Deidun himself has found himself in a quandary – for years leading his own personal campaign against the government’s environmental record from the columns of the Sunday Times, he held press conferences to highlight the plight of Nadur farmers and Wied il-Ghasel due to the planning decisions at MEPA: the same MEPA which Prime Minister Lawrence Gonzi pledged last year to address in his MEPA reform.
And while Demicoli sounded off against spring hunting, MEP candidate Alex Perici Calascione was in Luxembourg as a part of the Maltese defence team in the case brought by the European Commission for the opening of the spring hunting season, for four years consecutively.

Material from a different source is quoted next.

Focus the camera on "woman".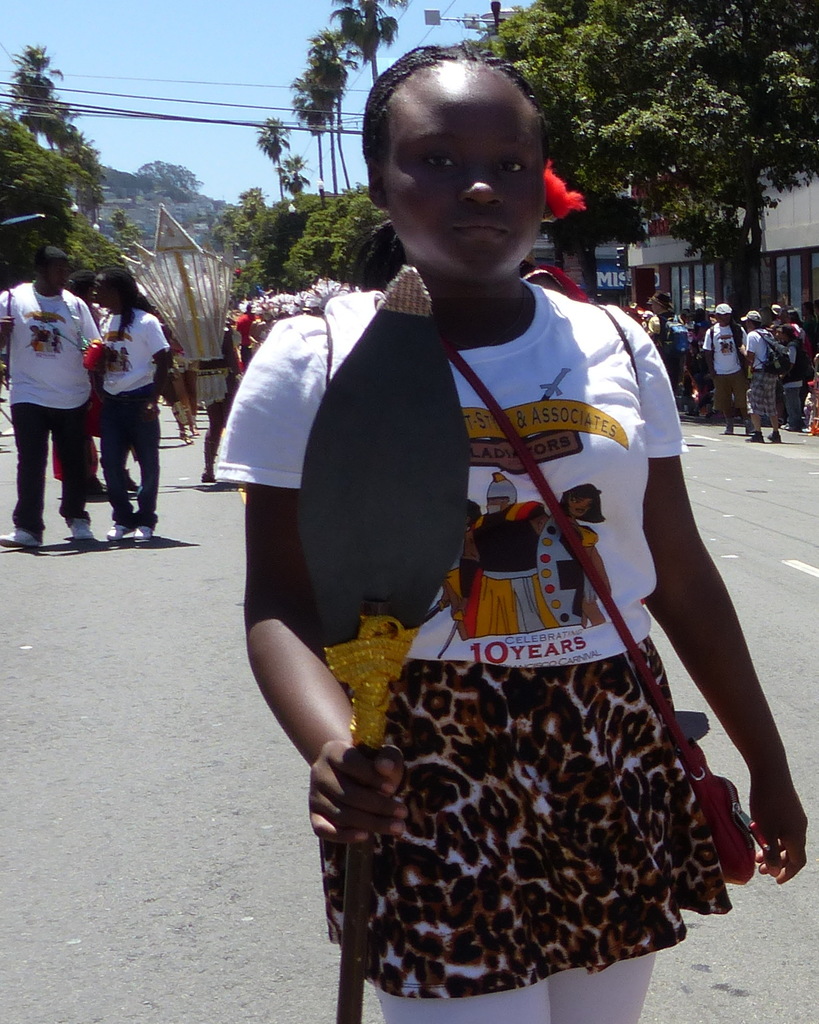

So are the PN actually sending a single, clear message on what their campaign is and, most importantly, what the PN is all about? Part-liberal or plain conservative? Eager to keep hunters’ votes from going Labour’s way, or attempting to rein in floaters and the middle-class who dislike spring hunting and who have at least one broken marriage in the family?

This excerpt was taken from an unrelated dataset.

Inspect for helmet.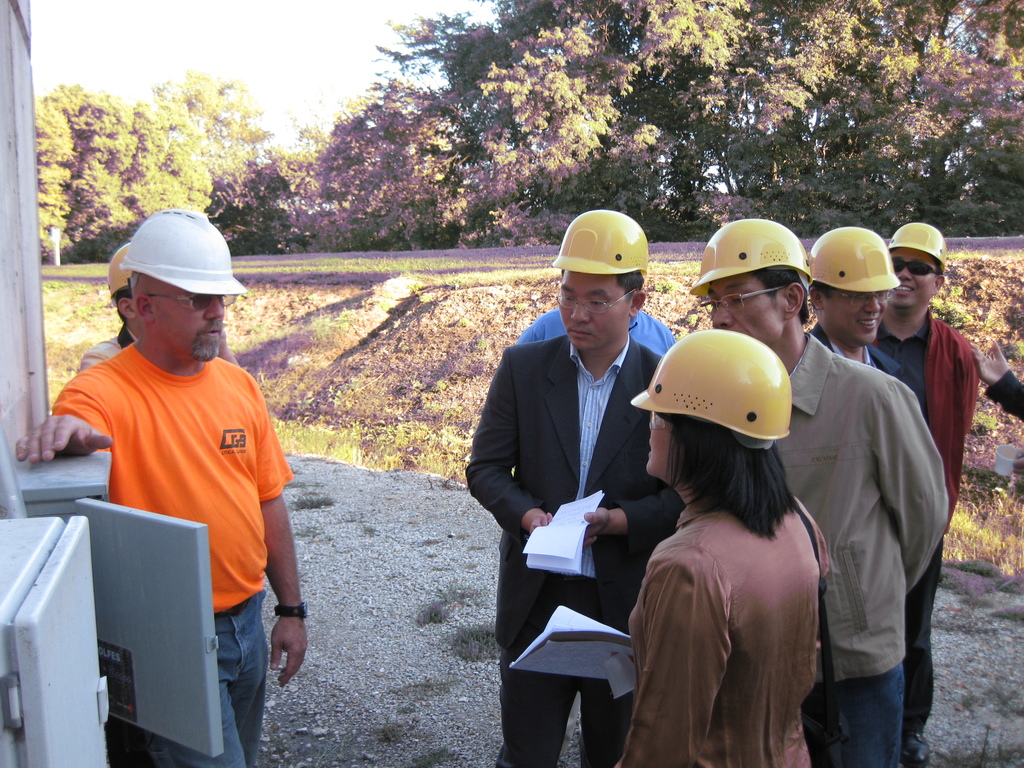
Inspection: <region>132, 207, 255, 302</region>.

Neither here nor there, the party’s ideological blitzkrieg has been firing off at focus group targets. To a segment of the public, this tactic will do little to impress once the ideological holes are uncovered – indeed, the chances are that with no government at stake, third parties like Alternattiva Demokratika will get the green and liberal vote; while Azzjoni Nazzjonali will lap up some of the crumbs from the irregular immigration debate. On the latter, it seems more likely that it will be Labour to capitalise on its tough, law and order stand, which is now perilously bordering onto the xenophobic.
But in terms of the wider vote, the PN is out to cut losses in an election promising to be disappointing yet again for a party that considers Europe its manifest destiny.
So what’s left in the campaign strongbox? So far, the two most visible electioneering flashcards were the negative billboard and the abortion cards. But even here, problems have cropped up for the Nationalists.
First, they tried to pass off Labour’s 12 MEP candidates as direct products of Dom Mintoff and Karmenu Mifsud Bonnici in their ‘Skond iz-zokk il-fergha’ billboard, but alluding such harsh histories to the likes of Edward Scicluna and Marlene Mizzi – the Labour frontrunners – is a misnomer in itself.
Then, seemingly in a bid to stem a middle-class exodus, they branded the choice between PN candidates and Labour as a matter of taste. Victorian as it sounds, the tactic is debatable given the realities of the new middle-class that tends to straddle both sides of the political divide, seeing politic as less a matter of taste than how it affects their quality of life.
It all boiled down to a question of ‘who pressed the right buttons’ – referring to the confusion in votes by the three Labour MEPs on a package of EP votes related to migration. Rightly so, but is this all a campaign for MEPs is about?
And never straying far from the Nationalist arsenal of tricks was abortion, which Gonzi himself used in his face-off with Joseph Muscat on Bondiplus on Monday. Apparently Muscat voted in favour of a report which included a paragraph to guarantee reproductive rights to women; to this Muscat answered that he was not about to ignore the entire content of a report only because of a reference to abortion.
Muscat was right there – once you’re inside Brussels, everything an MEP votes upon goes beyond the provincial bugbears of the Maltese islands, abortion included. If the Nationalists are not ready to let go of their hang-ups on abortion, divorce and gay rights, can they ever really be inside Europe? This election may just as well show us.